[Pixel coordinate grounding data]
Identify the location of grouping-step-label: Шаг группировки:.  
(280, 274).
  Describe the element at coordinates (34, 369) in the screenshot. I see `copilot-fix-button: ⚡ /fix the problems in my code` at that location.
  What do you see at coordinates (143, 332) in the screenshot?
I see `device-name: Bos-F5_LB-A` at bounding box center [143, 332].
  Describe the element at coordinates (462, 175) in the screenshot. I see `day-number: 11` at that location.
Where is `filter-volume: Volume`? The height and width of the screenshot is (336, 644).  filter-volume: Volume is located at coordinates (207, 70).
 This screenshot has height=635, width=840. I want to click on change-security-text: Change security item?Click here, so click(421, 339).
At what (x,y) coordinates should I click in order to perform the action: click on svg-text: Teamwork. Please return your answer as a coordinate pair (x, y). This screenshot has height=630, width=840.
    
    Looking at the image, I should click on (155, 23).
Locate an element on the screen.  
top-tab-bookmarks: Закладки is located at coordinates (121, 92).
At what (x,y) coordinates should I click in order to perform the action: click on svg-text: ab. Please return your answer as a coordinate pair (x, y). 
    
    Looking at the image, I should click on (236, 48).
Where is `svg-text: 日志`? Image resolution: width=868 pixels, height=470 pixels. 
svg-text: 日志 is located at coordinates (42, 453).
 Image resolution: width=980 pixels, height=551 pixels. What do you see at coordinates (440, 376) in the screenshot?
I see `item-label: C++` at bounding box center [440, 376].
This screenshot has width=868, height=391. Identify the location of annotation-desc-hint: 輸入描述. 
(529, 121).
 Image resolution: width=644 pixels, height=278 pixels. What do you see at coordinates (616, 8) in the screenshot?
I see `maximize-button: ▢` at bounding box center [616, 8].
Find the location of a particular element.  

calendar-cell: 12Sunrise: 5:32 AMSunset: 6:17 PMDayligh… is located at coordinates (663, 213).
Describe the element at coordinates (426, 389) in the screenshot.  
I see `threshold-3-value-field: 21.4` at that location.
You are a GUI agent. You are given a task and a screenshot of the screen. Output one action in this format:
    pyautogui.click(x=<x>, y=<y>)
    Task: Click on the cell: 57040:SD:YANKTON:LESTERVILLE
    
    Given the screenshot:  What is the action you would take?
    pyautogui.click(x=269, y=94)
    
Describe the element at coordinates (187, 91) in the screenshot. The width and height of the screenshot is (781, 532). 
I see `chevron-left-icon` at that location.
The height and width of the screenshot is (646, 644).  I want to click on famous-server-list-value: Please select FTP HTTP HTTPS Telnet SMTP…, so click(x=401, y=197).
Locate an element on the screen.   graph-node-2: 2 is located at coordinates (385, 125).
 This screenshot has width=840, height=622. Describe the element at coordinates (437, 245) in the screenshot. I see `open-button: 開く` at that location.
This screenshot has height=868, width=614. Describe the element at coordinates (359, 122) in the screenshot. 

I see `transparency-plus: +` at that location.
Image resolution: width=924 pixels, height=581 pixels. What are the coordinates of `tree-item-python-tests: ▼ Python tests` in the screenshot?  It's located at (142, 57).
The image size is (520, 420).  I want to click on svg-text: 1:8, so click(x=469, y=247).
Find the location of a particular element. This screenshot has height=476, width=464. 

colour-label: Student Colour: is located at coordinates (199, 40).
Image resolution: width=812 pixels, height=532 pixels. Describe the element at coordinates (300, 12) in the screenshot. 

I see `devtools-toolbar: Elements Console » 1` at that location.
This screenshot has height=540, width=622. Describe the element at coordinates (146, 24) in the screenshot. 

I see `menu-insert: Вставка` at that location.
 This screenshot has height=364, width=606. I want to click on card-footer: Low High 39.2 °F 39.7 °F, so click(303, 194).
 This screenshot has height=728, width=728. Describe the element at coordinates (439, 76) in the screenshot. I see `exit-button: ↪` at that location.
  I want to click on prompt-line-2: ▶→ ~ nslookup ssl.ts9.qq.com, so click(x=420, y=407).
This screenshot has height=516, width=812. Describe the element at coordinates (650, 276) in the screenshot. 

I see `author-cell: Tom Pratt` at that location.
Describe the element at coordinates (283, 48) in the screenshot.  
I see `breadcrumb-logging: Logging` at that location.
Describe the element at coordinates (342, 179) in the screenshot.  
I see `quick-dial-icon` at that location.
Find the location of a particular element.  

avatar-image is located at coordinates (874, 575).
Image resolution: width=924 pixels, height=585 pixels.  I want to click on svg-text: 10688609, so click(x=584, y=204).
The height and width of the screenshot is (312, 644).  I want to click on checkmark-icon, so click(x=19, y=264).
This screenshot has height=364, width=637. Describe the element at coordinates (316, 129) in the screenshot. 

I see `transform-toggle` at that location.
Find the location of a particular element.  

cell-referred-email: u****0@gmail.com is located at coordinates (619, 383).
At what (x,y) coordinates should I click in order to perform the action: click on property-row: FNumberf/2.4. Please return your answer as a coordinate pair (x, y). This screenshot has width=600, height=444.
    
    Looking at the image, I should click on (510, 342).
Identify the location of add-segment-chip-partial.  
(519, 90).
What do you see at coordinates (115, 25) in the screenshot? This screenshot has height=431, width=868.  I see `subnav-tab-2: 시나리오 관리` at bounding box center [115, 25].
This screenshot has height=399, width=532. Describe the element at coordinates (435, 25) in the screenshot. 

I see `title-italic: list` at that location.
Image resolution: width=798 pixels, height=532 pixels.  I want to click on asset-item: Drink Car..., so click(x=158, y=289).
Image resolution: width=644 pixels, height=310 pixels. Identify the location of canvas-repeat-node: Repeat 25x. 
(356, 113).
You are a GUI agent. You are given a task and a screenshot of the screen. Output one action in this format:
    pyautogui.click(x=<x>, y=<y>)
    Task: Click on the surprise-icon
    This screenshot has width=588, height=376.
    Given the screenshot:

» **What you need to do**
The answer should be the exact lines running from the line containing "Task: Click on the surprise-icon" to the last line of the entries, with nothing else.

» **Response area**
    Task: Click on the surprise-icon
    This screenshot has width=588, height=376.
    Given the screenshot:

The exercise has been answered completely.